We didn’t just title our initial workshop and validation piece “design thinking” for the namesake. We actually wanted to take the client on a journey and we also needed something concrete to produce a proposal for, cost and begin to design a solution from. 

Now, we’re helping organisations discover their pain points for either their customers or internal teams. We’re breaking these issues down into ‘high impact, low effort’ ways of thinking and we’re able to validate these ideas in a much faster time.

Nobody wants to invest large sums of money in something customers may not want, or the business may not really need.

Digital roadmaps with bumps and twists

Digital roadmaps are like a journey with meandering twists and bumps along the way. By breaking a journey into manageable sprints, with testing and learning along the road, you can stop at each filling station and take stock of what you have learned along the way.

By transferring our DNA to other teams, we can help them to apply their actions in a more agile and creative way.

How to plan your digital road-map?

A series of short, in-depth workshops covering all aspects of a business and their service offering is paramount. You have to consider and look at everything from brand and tone of voice to CRM, data structure and taxonomy, organisational requirements, legacy IT systems, skills and workflows. 

It’s also equally important to listen to your staff, customers, the people doing the work, the people who buy from you and your suppliers. Since the research is aimed at evaluating the digital activity, tools, processes and people currently in place as well as what the future should look like.

The benefits

In order to demonstrate the benefits and risks of a digital solution, in line with the opportunity costs and savings, an in-depth business case is required – The business case summarises each individual aspect to enable a board to clearly define the investment required and balances this against the expected benefits.

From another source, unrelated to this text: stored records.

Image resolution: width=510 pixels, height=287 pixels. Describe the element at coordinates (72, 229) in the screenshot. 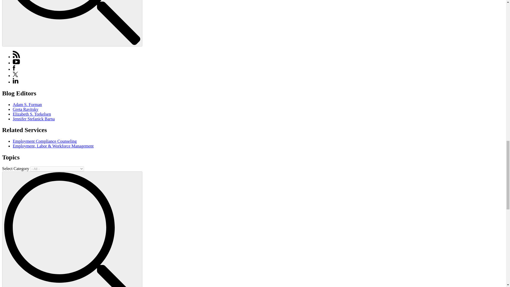

I see `Search` at that location.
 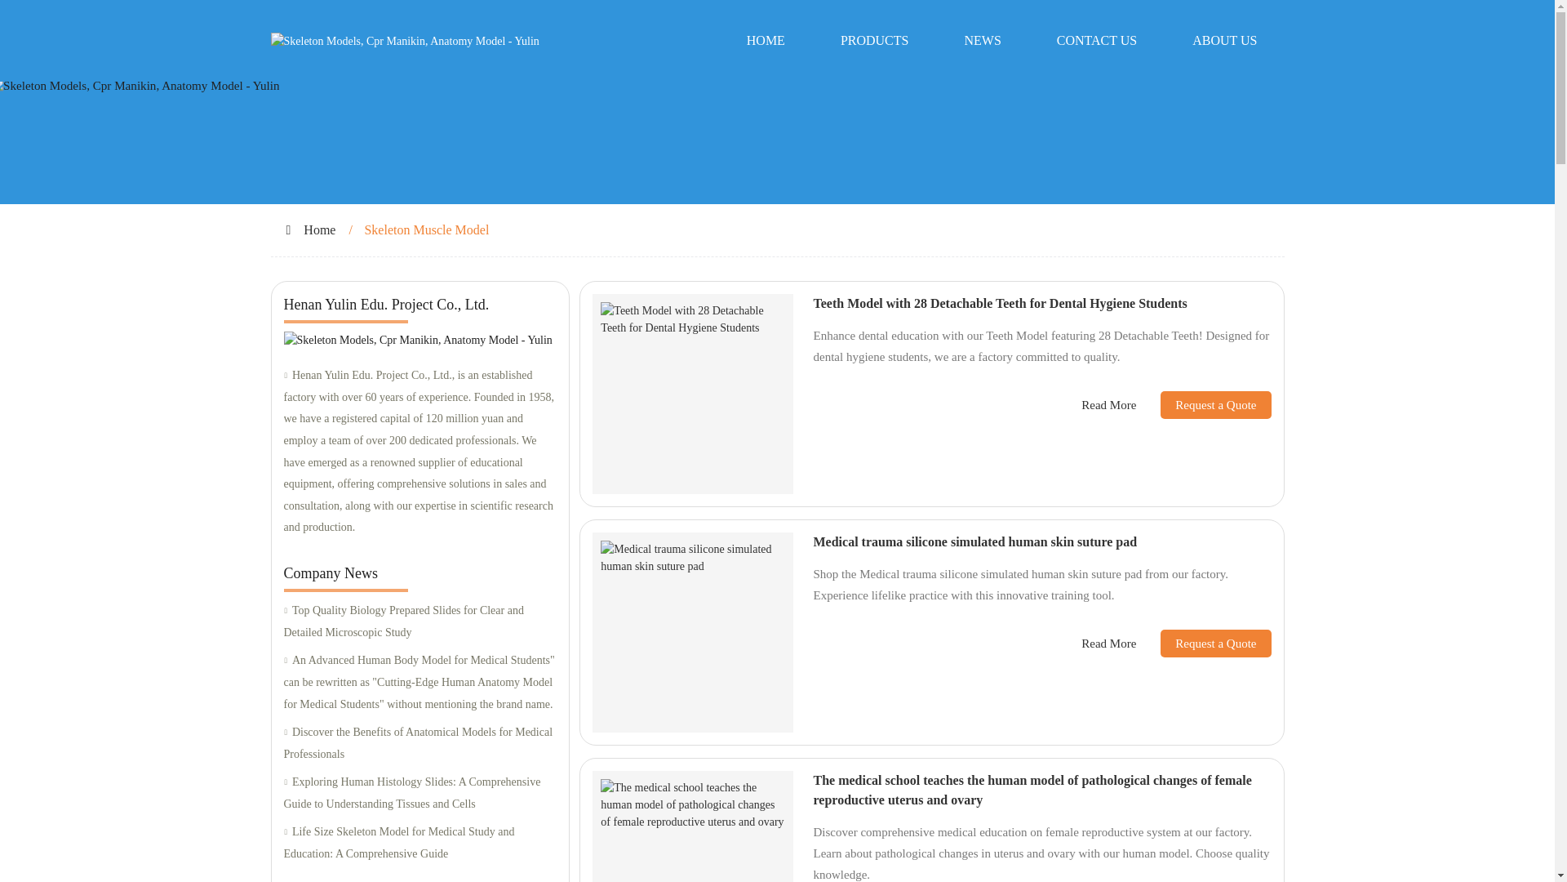 What do you see at coordinates (1108, 405) in the screenshot?
I see `Read More` at bounding box center [1108, 405].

The business case also needs to balance the research with innovation and excitement, whilst presenting substantiated benefits and a plan to ensure success. That’s why, we prefer creating engaging slide-decks rather than dry, formal documentation. But this approach is also born out of our love for helping startups, as we regularly have to articulate and pitch a complex proposition to investors.

Conclusion

A strategic digital roadmap, that provides real benefits to organisations in the short term and long term, is an integral part of business planning. The main difference with Design Sprints is that it enables you to research, validate and design preliminary solutions in a much shorter period of time – days or weeks as opposed to months – although, additional time may be required to document those findings. 

You may fail and that’s ok because design thinking is all about learning and failing fast. Allowing the best ideas to come to the surface, safe in the knowledge that they have been substantiated, tested and brought to life in a way everyone can see and understand. We make ideation and commercial research visual and engaging. That’s the trick. That’s design thinking.

Want to know more…

Click here to find out why the University of the West of England (UWE Bristol) have adopted our methodologies to teach design thinking and boost performance in their Engineering Without Borders program or check out our bespoke design sprint packages here.